What’s held steady is whose point of view “Pass Over” represents: two young men, unarmed and dreaming desperately of a better life, afraid of being killed for being black.

[Intro: Ca$his]
Uh, yeah
Yeah, yeah, yeah, yeah
We're renegades (Yeah, yeah, yeah, yeah)
We're renegades (Yeah, yeah, yeah, yeah)
Hit me up, man!
[Verse 1: Ca$his]
Bitch I'm from the {nine}, yo' hood ain't no realer
You the pussy ass nigga livin next to the killer
I'm the killer that moved out of the block
And head back to the hood, when I'm movin my rock
You can find me, on a dark road, dark clothes
Lle', in the console and God knows I make grip off blow
Shit - I could get rich off blows
My nation affiation pitch forks I've chose
What the fuck you gon' do? We bang back hammers
I'm a six point star, in a gray bandanna
I'd die for this, nigga you rhyme for this
Pussy I ride for this, and did time for this
That's why I'm convinced you fear, that I'm convicted
Until elevens in soaps, and some gangsta shit man
Guess who gorillas leave tats infragments
Two shots through your cabbage, and gas from Ca$h
[Hook: Ca$his]
Pussy niggas always talkin that shit
What you flaggin, who you bangin with? (I don't give a fuck)
You can live in the hood and shit
But remember who you bangin with (I don't give a fuck)
Pussy niggas talkin all that shit
What you flaggin in your bangin whip? (I don't give a fuck)
You can live in the hood and shit
But remember who you bangin with (cause I don't give a fuck)
[Verse 2: Ca$his]
Tip our levels and scarce piece, a meal beast
We'll creep one deep, slump seat, dump heat
Niggas scream 'Fuck me' he lucky, when I blast it
I left respect enough for an open casket
Way to go Ca$his, boost up my ego
Let loose, out sunroof with my Eagle
Folk of the century, rollin with peoples
The omen the sequel, the more they will see you
Close kin, molotov close to no skin
His momma pretends that she doesn't, know him
I'm the reason, for the whole 'Say No' slogan
Doped in folk and loc'ed if provokin
Got a brand new thing, with the scope in
Leave your family, with the wake for hostin
I'll collect enough snow, 'til my hands the Aspens
I'm the realest nigga 'round here, ask for Ca$his folk
[Hook: Ca$his]
Pussy niggas always talkin that shit
What you flaggin, who you bangin with? (I don't give a fuck)
You can live in the hood and shit
But remember who you bangin with (I don't give a fuck)
Pussy niggas talkin all that shit
What you flaggin in your bangin whip? (I don't give a fuck)

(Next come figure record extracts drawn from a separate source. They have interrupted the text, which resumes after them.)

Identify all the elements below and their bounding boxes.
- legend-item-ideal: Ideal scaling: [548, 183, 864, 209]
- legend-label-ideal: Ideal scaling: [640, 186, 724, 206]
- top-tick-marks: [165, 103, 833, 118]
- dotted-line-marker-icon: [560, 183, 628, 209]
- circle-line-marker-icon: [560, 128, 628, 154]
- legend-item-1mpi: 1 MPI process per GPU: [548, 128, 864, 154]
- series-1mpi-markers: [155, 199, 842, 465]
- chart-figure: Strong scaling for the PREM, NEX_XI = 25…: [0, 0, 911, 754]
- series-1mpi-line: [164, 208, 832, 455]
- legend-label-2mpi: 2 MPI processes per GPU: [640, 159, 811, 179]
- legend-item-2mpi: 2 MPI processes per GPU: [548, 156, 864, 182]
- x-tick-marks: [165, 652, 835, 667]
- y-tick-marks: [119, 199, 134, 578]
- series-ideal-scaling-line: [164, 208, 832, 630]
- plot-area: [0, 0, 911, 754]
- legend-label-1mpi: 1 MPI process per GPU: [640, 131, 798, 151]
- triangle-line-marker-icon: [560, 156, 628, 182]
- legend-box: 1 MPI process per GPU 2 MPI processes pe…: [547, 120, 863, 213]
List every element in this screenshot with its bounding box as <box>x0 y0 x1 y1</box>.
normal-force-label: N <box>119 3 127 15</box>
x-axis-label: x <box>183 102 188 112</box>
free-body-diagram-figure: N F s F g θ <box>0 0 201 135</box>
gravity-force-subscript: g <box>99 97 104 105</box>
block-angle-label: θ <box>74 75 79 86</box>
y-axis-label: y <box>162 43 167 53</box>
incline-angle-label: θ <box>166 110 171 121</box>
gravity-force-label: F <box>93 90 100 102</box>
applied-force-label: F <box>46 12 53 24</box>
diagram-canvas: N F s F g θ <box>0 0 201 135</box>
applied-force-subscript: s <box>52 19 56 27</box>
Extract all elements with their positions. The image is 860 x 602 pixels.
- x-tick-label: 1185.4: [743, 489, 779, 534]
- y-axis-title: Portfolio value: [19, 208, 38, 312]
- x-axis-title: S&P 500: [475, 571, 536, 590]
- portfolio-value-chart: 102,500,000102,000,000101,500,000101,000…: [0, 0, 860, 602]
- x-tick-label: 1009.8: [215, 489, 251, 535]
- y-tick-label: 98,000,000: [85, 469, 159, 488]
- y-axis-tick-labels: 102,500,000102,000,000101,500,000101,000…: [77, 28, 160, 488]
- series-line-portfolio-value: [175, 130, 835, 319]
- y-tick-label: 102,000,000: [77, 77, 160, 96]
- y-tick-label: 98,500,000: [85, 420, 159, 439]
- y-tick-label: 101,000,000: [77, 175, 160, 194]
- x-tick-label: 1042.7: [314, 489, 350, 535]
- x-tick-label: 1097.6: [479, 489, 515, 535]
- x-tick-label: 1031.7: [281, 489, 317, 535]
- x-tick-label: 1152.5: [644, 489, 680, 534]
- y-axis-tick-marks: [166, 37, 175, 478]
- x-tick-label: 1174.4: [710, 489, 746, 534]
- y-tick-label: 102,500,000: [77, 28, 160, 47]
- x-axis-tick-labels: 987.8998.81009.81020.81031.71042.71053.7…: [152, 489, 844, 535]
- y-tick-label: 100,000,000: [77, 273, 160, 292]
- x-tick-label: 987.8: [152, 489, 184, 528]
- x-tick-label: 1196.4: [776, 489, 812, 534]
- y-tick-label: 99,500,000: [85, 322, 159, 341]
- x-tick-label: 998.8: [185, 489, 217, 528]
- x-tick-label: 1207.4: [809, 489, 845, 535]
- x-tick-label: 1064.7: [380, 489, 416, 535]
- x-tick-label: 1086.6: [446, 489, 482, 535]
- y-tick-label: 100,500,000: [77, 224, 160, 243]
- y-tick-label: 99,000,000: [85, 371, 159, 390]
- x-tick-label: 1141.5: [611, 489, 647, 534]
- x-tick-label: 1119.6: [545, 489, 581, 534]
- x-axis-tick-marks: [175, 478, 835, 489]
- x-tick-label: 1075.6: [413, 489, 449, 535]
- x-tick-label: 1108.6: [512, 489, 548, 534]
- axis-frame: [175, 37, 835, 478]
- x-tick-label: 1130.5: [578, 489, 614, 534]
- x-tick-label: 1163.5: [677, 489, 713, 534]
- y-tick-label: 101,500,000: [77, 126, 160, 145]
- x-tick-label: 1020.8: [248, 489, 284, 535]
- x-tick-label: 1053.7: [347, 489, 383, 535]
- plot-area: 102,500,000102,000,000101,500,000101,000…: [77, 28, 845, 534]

You can live in the hood and shit
But remember who you bangin with (cause I don't give a fuck)
[Verse 3: Ca$his]
Loadin the cup folk, loadin it up tote
Hang fire up I, choke from the gun smoke
That's on the boss mayn, my Nina Ross came
Place gangbangers, into a coffin
This is renegades, Rick not really paid
Gave Ca$h pistols, now they milli sprayed
Full bricks of raw, nigga that's really weight
While my workers foldin, now that's really cake
Give it right back to 'em, watch it regenerate
I'm a degenerate black bandit, livin ape
Niggas dig in they pockets like DJ's dig in crates
If you cuttin my profits, you gon' in to dish some cake
Heckler Koch and, glass and vodka
I'm the independent kingpin, cocaine Koch
Fo' thieve blow weed, plus sold O-Z
Niggas never son me, I was born O.G. fo'
[Hook: Ca$his]
Pussy niggas always talkin that shit
What you flaggin, who you bangin with? (I don't give a fuck)
You can live in the hood and shit
But remember who you bangin with (I don't give a fuck)
Pussy niggas talkin all that shit
What you flaggin in your bangin whip? (I don't give a fuck)
You can live in the hood and shit
But remember who you bangin with (cause I don't give a fuck)
[Outro: Eminem]
Ayo Alchemist!
Let's play 'em some of that new Stat Quo shit, man!